“I don’t pretend to know everything. I listened to the people who had my best interests at heart; my parents, my teachers, my mentors. I might not have understood or agreed with them, but just hearing what they were telling me provided opportunities later in life”- Materials Scientist, Jon Madison, 2015 Black Engineer of the Year Award winner by Sandia Labs
Diversity and Inclusion programs have become a top priority in corporate America. In the last twenty years, as a result of a flurry of multimillion dollar discrimination lawsuits in the financial industry as well as the growing cultural importance of the #MeToo and Black Lives Matter movement, diversity programs have proliferated. Companies that don’t evolve with the times risk alienating potential markets and lost profitability is now regarded as conventional wisdom in corporate America to imbed Diversity & Inclusion as part of business culture. But are corporate Diversity & Inclusion initiatives actually working? Or is it all just window dressing to make us all feel better about ourselves, without really changing anything.

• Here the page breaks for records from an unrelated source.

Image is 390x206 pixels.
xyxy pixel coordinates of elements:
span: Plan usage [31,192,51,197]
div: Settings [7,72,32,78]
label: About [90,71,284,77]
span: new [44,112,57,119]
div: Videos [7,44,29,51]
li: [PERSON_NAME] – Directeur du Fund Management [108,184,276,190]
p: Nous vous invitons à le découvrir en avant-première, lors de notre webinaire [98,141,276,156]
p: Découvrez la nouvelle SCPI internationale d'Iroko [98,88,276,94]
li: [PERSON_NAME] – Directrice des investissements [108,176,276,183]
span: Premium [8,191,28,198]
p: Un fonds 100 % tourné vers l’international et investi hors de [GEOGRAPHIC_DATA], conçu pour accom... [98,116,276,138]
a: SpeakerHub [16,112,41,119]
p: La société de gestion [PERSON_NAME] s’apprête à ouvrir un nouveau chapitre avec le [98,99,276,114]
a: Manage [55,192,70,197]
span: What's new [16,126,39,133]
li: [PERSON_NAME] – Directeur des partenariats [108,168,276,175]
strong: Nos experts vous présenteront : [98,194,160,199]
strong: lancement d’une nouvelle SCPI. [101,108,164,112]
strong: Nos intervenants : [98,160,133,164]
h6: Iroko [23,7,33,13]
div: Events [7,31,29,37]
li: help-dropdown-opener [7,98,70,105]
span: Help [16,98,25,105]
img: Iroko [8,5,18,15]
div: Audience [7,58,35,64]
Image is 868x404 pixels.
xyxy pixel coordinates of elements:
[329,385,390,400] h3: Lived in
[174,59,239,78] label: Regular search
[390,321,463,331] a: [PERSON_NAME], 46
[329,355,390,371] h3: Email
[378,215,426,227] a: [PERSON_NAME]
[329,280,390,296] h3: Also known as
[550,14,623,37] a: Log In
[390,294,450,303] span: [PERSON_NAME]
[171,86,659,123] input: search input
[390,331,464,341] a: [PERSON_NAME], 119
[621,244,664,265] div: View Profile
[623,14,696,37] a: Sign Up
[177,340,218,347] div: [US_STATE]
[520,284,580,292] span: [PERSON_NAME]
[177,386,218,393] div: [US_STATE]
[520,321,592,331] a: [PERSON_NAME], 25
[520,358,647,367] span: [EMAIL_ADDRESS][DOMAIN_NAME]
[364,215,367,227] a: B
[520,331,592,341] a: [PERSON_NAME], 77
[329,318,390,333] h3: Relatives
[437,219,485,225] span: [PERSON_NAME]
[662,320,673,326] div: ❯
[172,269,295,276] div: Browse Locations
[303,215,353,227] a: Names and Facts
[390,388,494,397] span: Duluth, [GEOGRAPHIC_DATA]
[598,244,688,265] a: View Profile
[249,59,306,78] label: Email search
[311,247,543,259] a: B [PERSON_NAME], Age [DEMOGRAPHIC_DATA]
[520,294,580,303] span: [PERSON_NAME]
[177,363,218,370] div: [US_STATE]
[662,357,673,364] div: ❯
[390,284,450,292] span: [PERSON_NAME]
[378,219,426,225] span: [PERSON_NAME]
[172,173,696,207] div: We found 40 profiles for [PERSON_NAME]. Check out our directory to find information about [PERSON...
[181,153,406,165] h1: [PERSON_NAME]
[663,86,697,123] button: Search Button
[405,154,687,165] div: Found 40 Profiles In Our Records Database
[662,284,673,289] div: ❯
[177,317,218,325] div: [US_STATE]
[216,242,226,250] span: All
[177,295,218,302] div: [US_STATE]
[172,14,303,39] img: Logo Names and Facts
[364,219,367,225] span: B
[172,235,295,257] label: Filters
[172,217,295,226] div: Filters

We know that diversity is a net plus for businesses. Beyond the obvious optics, a 2018 study by BCG found that increasing the diversity of leadership teams led to an increase in innovation. In the study, BCG surveyed employees at more than 1,700 companies in eight countries (Austria, Brazil, China, France, Germany, India, Switzerland, and the US), using a variety of company sizes and industries for a better control group. Six dimensions of diversity were focused on — gender, age, nation of origin (other than the company HQ), career path, industry background and college major. The study found that companies that reported above-average diversity on their management teams also reported innovation revenue that was 19 percentage points higher than that of companies with below-average leadership diversity. The correlation between management diversity and innovation is an intriguing takeaway.